Reply to post: Re: Come on guys

Oculus backtracks on open software promise

MonkeyCee

Re: Come on guys

I understand that over-promising is a thing, but if that over promise is tied into getting someone to do a thing now in expectation of a thing in the future, then it's lying and manipulation. Or sales :)

If I say I'll paint your house for a tenner, and you agree (and turn down other offers to do it), then I turn up and say "oh, I meant a grand" would you shrug and say "oh well" and give me the cash? Would you fuck. Cost is a major factor for most decisions, and doubling it indicates that the initial price was waaay off. If you want to avoid damaging the brand, being upfront that you've fucked the numbers and things are going to be more pricey (but quality will be good) might have been a better tactic.

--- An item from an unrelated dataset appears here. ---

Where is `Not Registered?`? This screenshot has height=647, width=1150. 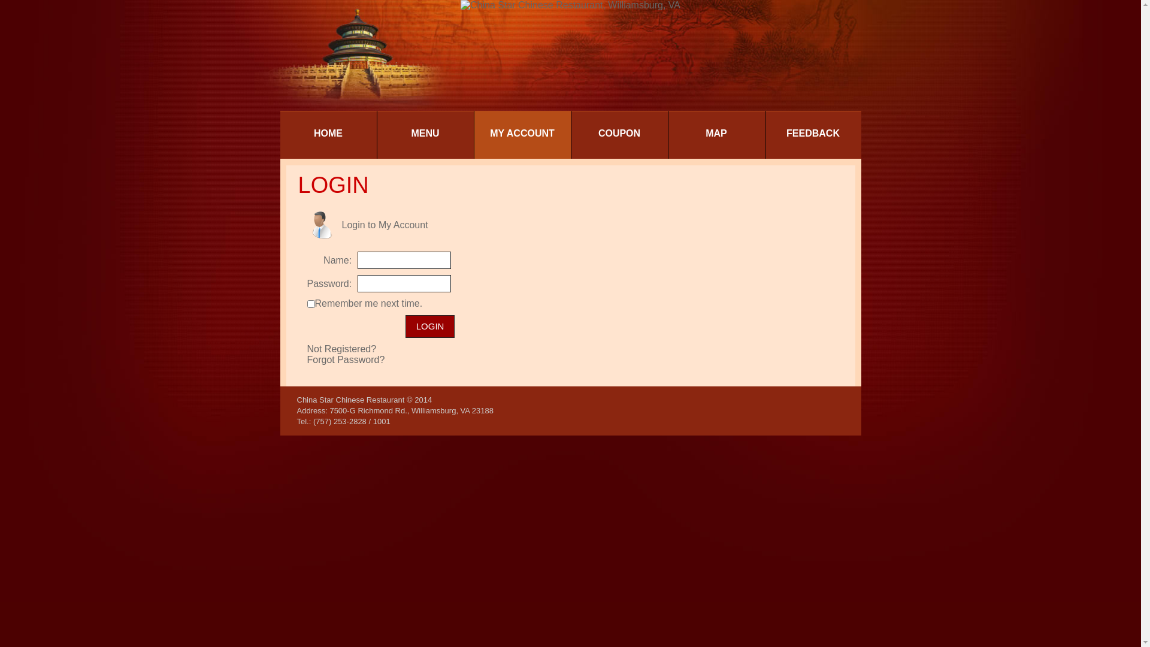
Not Registered? is located at coordinates (341, 349).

Manufacturing is tricky as you say, even experienced groups can make huge errors in planning and operating that lead to large (and possibly prohibitive) costs. That goes doubly for new products, and small (sub 100k for widgets, sub 10 for big things) production runs. So if you're going to promise a product (a la Kickstarter) then you should have a plan for cost over-runs, delays, and other people being full of "idealistic views*" that result in them promising things they can't deliver.

Crowdfunding (and unicorns) seem to have this as a common issue. Someone thinks idea X will be awesome, despite X being somewhere between difficult and impossible. Person then assumes that X can be done right first time both in design and production, and doesn't bother to build a prototype. After getting funding for X, it turns out to be waaaay harder than planned, so company folds, after taking the cash.

* There's a cultural factor too, some places will simply not say "no" or "that's not possible" even when you are clearly asking for the moon on a stick, yesterday, whilst being showered in unicorn piss.